A favorite poem of ours, Ithaka – the journey:

Ithaka, by Constantine Cavafy

As you set out for Ithaka
hope your road is a long one,
full of adventure, full of discovery.
Laistrygonians, Cyclops,
angry Poseidon – don’t be afraid of them:
you’ll never find the things like that on your way
as long as you keep thoughts raised high,
as long as a rare excitement
stirs your spirit and your body.
Laistrygonians, Cyclops,
wild Poseidon – you won’t encounter them
unless you bring them along inside your soul,
unless your soul sets them up in front of you.

Hope your road is a long one.
May there be many summer mornings when,
with what pleasure, what joy,
you enter harbors you’re seeing for the first time;
may you stop at Phoenician trading stations
to buy fine things,
mother of pearl and coral, amber and ebony.
sensual perfume of every kind –
as many sensual perfumes as you can;
and may you visit many Egyptian cities
to learn and go on learning from their scholars.

Keep Ithaka always in your mind.
Arriving there is what you’re destined for.
But don’t hurry the journey at all.
Better if it lasts for years,
so you’re old by the time you reach the island,
wealthy with all you’ve gained on the way,
not expecting Ithaka to make you rich.

Ithaka gave you the marvelous journey.
Without her you wouldn’t have set out.
She has nothing left to give you now.

And if you find her poor, Ithaka won’t have fooled you.
Wise as you will have become, so full of experience,
you’ll have understood by then what these Ithakas mean.

Categories
Publications

Dreams and Breathwork

Dreamwork can be a great complement of breathwork, and vice versa.
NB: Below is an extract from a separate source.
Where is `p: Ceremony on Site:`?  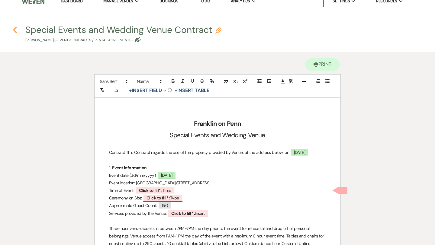
p: Ceremony on Site: is located at coordinates (218, 198).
This book by dream cartographers Tom Verner and Stephen Larsen is a wonderful resource, based on decades of their work with dream groups. See especially the discussion of dream contents in terms of Grof’s perinatal matrices, page 41:

Psychiatrist Stanislav Grof posits that our birth impacts us in ways that are very real, even though they may not be all that tangible to us. To best articulate these impacts he devised a model of them and named them the Basic Perinatal Matrices (BPM). Not only dreams, but almost every subsequent experience in waking life activate the dynamics of one of these underlying matrices.